Microsoft Enterprise Agreement – Understanding Qualified Desktops and Users

Software licensing for medium to large companies is complicated. Not only are the software license agreements often hard to read and understand, but the terms frequently change with little notification to the user. Deploying software across an entire enterprise, therefore, can be exceedingly complex, and it requires both technical expertise and a thorough understanding of the practical application of the terms and conditions of the licenses. Many organizations, relying on their senior IT professional to make software purchasing recommendations, fail to submit the licensing agreements to legal review. For those that do submit the licenses to legal, the lawyers reading the agreements often will understand the typical contract language—the indemnities and limitations of liabilities of the world—but they often will not fully appreciate the practical effect of the license on implementation, deployment, and compliance. Over the coming weeks, I will use Microsoft’s volume licensing agreements as an example to highlight some of the legal and practical issues arising from enterprise-level software licensing agreements—issues that affect how companies deploy software, develop and test software solutions, report usage, design data centers, etc.

To ease some of the pain of licensing software for large organizations, Microsoft developed the Enterprise Agreement (“EA”). At its core, the Microsoft EA was created to standardize licensing across all of an organization’s PCs. It accomplishes this by forcing the company to purchase a pre-defined bundle of software titles, the “Desktop Platform,” for each desktop or user considered “qualified” under the agreement. These bundles include a Microsoft operating system, an Office Suite (Professional or Enterprise), and a Client Access License Suite (Core CAL or Enterprise CAL).

Under the standard EA, Qualified Desktops are all desktop computers owned by the company. Another option is to license not by desktop, but by user.
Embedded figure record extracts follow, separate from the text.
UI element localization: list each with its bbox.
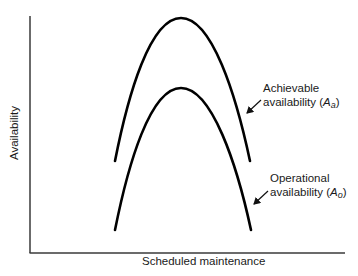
operational-label-prefix: availability ( <box>270 186 330 198</box>
achievable-availability-curve <box>115 18 250 161</box>
availability-diagram: Availability Scheduled maintenance Achie… <box>0 0 358 276</box>
operational-symbol: A <box>330 186 338 198</box>
operational-label-line2: availability (Ao) <box>270 185 347 202</box>
operational-label-suffix: ) <box>343 186 347 198</box>
achievable-label-line2: availability (Aa) <box>263 95 340 112</box>
achievable-label-prefix: availability ( <box>263 96 323 108</box>
achievable-symbol: A <box>323 96 331 108</box>
diagram-canvas <box>0 0 358 276</box>
x-axis-label: Scheduled maintenance <box>142 255 265 268</box>
achievable-label-line1: Achievable <box>263 81 340 95</box>
y-axis-label: Availability <box>8 106 21 160</box>
achievable-label-suffix: ) <box>336 96 340 108</box>
operational-availability-label: Operational availability (Ao) <box>270 171 347 202</box>
operational-label-line1: Operational <box>270 171 347 185</box>
achievable-arrow <box>247 100 261 113</box>
achievable-availability-label: Achievable availability (Aa) <box>263 81 340 112</box>
operational-availability-curve <box>115 88 251 230</box>
operational-arrow <box>254 191 268 204</box>
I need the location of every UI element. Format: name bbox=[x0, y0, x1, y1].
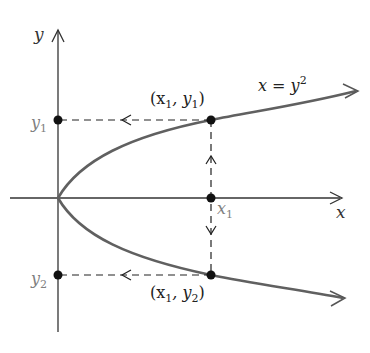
curve-bottom-arrow-icon bbox=[330, 291, 345, 306]
y2-label: y2 bbox=[30, 269, 47, 291]
lower-point-label: (x1, y2) bbox=[150, 283, 205, 305]
y1-label: y1 bbox=[30, 113, 47, 135]
point-y1 bbox=[54, 116, 63, 125]
parabola-diagram: y x x = y2 (x1, y1) (x1, y2) y1 y2 x1 bbox=[0, 0, 370, 353]
point-y2 bbox=[54, 271, 63, 280]
x-axis-label: x bbox=[336, 202, 346, 222]
upper-point-label: (x1, y1) bbox=[150, 89, 205, 111]
point-upper bbox=[207, 116, 216, 125]
diagram-canvas: y x x = y2 (x1, y1) (x1, y2) y1 y2 x1 bbox=[0, 0, 370, 353]
point-x1 bbox=[207, 194, 216, 203]
point-lower bbox=[207, 271, 216, 280]
y-axis-label: y bbox=[33, 24, 44, 44]
curve-equation-label: x = y2 bbox=[258, 74, 307, 95]
y-axis bbox=[52, 30, 64, 332]
x1-label: x1 bbox=[217, 199, 233, 221]
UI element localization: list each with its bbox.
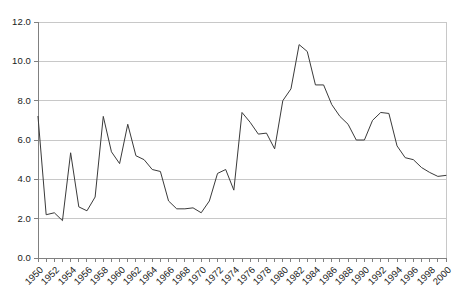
gridlines [38, 22, 446, 219]
line-chart: 12.010.08.06.04.02.00.0 1950195219541956… [0, 0, 460, 293]
y-tick-label: 6.0 [1, 134, 31, 145]
chart-canvas [0, 0, 460, 293]
y-tick-label: 10.0 [1, 55, 31, 66]
y-tick-label: 8.0 [1, 95, 31, 106]
y-tick-label: 4.0 [1, 173, 31, 184]
y-axis-ticks [34, 22, 38, 258]
y-tick-label: 12.0 [1, 16, 31, 27]
data-series-line [38, 45, 446, 221]
y-tick-label: 0.0 [1, 252, 31, 263]
x-axis-ticks [38, 258, 446, 262]
y-tick-label: 2.0 [1, 213, 31, 224]
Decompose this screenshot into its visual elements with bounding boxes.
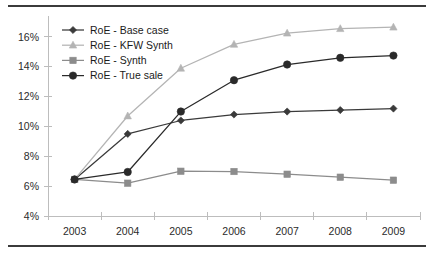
data-point-marker xyxy=(177,108,184,115)
data-point-marker xyxy=(71,176,78,183)
y-axis-tick-label: 16% xyxy=(18,31,39,43)
data-point-marker xyxy=(69,26,76,33)
data-point-marker xyxy=(390,105,397,112)
data-point-marker xyxy=(231,168,237,174)
x-axis-tick-label: 2003 xyxy=(63,225,87,237)
data-point-marker xyxy=(337,106,344,113)
data-point-marker xyxy=(125,180,131,186)
y-axis-tick-label: 8% xyxy=(24,150,39,162)
x-axis-tick-label: 2004 xyxy=(116,225,140,237)
data-series xyxy=(71,168,396,186)
data-point-marker xyxy=(230,77,237,84)
x-axis-tick-label: 2005 xyxy=(169,225,193,237)
x-axis-tick-label: 2006 xyxy=(222,225,246,237)
data-point-marker xyxy=(230,111,237,118)
data-point-marker xyxy=(124,168,131,175)
y-axis-tick-label: 12% xyxy=(18,90,39,102)
data-point-marker xyxy=(283,61,290,68)
data-point-marker xyxy=(390,52,397,59)
legend-item: RoE - Synth xyxy=(62,54,147,66)
x-axis-tick-label: 2009 xyxy=(382,225,406,237)
chart-legend: RoE - Base caseRoE - KFW SynthRoE - Synt… xyxy=(62,24,173,82)
data-point-marker xyxy=(284,171,290,177)
legend-item: RoE - KFW Synth xyxy=(62,39,173,51)
data-point-marker xyxy=(337,54,344,61)
y-axis-tick-labels: 4%6%8%10%12%14%16% xyxy=(18,31,52,222)
data-point-marker xyxy=(178,168,184,174)
legend-item-label: RoE - KFW Synth xyxy=(90,39,173,51)
bottom-divider-rule xyxy=(8,245,426,247)
line-chart: 4%6%8%10%12%14%16% 200320042005200620072… xyxy=(0,8,434,243)
legend-item: RoE - True sale xyxy=(62,69,163,81)
top-divider-rule xyxy=(8,5,426,7)
x-axis-tick-label: 2008 xyxy=(329,225,353,237)
figure-container: 4%6%8%10%12%14%16% 200320042005200620072… xyxy=(0,0,434,258)
data-point-marker xyxy=(284,108,291,115)
data-point-marker xyxy=(177,117,184,124)
y-axis-tick-label: 6% xyxy=(24,180,39,192)
data-point-marker xyxy=(70,57,76,63)
data-point-marker xyxy=(337,174,343,180)
legend-item-label: RoE - Base case xyxy=(90,24,169,36)
data-point-marker xyxy=(390,177,396,183)
y-axis-tick-label: 4% xyxy=(24,210,39,222)
y-axis-tick-label: 14% xyxy=(18,60,39,72)
data-point-marker xyxy=(390,23,397,30)
data-point-marker xyxy=(69,72,76,79)
x-axis-tick-label: 2007 xyxy=(275,225,299,237)
y-axis-tick-label: 10% xyxy=(18,120,39,132)
legend-item: RoE - Base case xyxy=(62,24,169,36)
legend-item-label: RoE - True sale xyxy=(90,69,163,81)
legend-item-label: RoE - Synth xyxy=(90,54,147,66)
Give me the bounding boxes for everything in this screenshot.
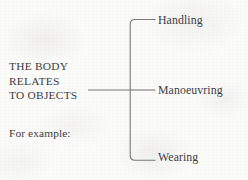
branch-label-handling: Handling (158, 14, 203, 27)
diagram-canvas: THE BODY RELATES TO OBJECTS For example:… (0, 0, 248, 180)
stem-line-3: TO OBJECTS (9, 88, 104, 103)
stem-note: For example: (9, 126, 71, 140)
stem-line-2: RELATES (9, 74, 104, 89)
branch-label-wearing: Wearing (158, 151, 198, 164)
branch-label-manoeuvring: Manoeuvring (158, 84, 223, 97)
stem-text-block: THE BODY RELATES TO OBJECTS (9, 59, 104, 103)
stem-line-1: THE BODY (9, 59, 104, 74)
Qualified Users are defined as any user that accesses any of the organization’s server software or online services. This means that every desktop (or user) within an organization must be licensed for one of the pre-defined bundles.

Unfortunately, sometimes organizations get into these agreements without fully appreciating what this means to their organization. Many companies have different classes of users—some require the full Office Suite to perform their job tasks, while others may only need intermittent access to e-mail or Word. The standard flavor of EA would roll-out the same desktop platform to every qualified user or desktop; resulting in dramatically underutilized software deployments. With careful evaluation of internal needs along with a heavily negotiated EA, organizations can avoid these overdeployments and can more successfully take advantage of the discounts and licensing efficiencies originally offered by the EA.

About August 2011

This page contains all entries posted to Business and Technology Law in August 2011. They are listed from oldest to newest.

June 2011 is the previous archive.

Many more can be found on the main index page or by looking through the archives.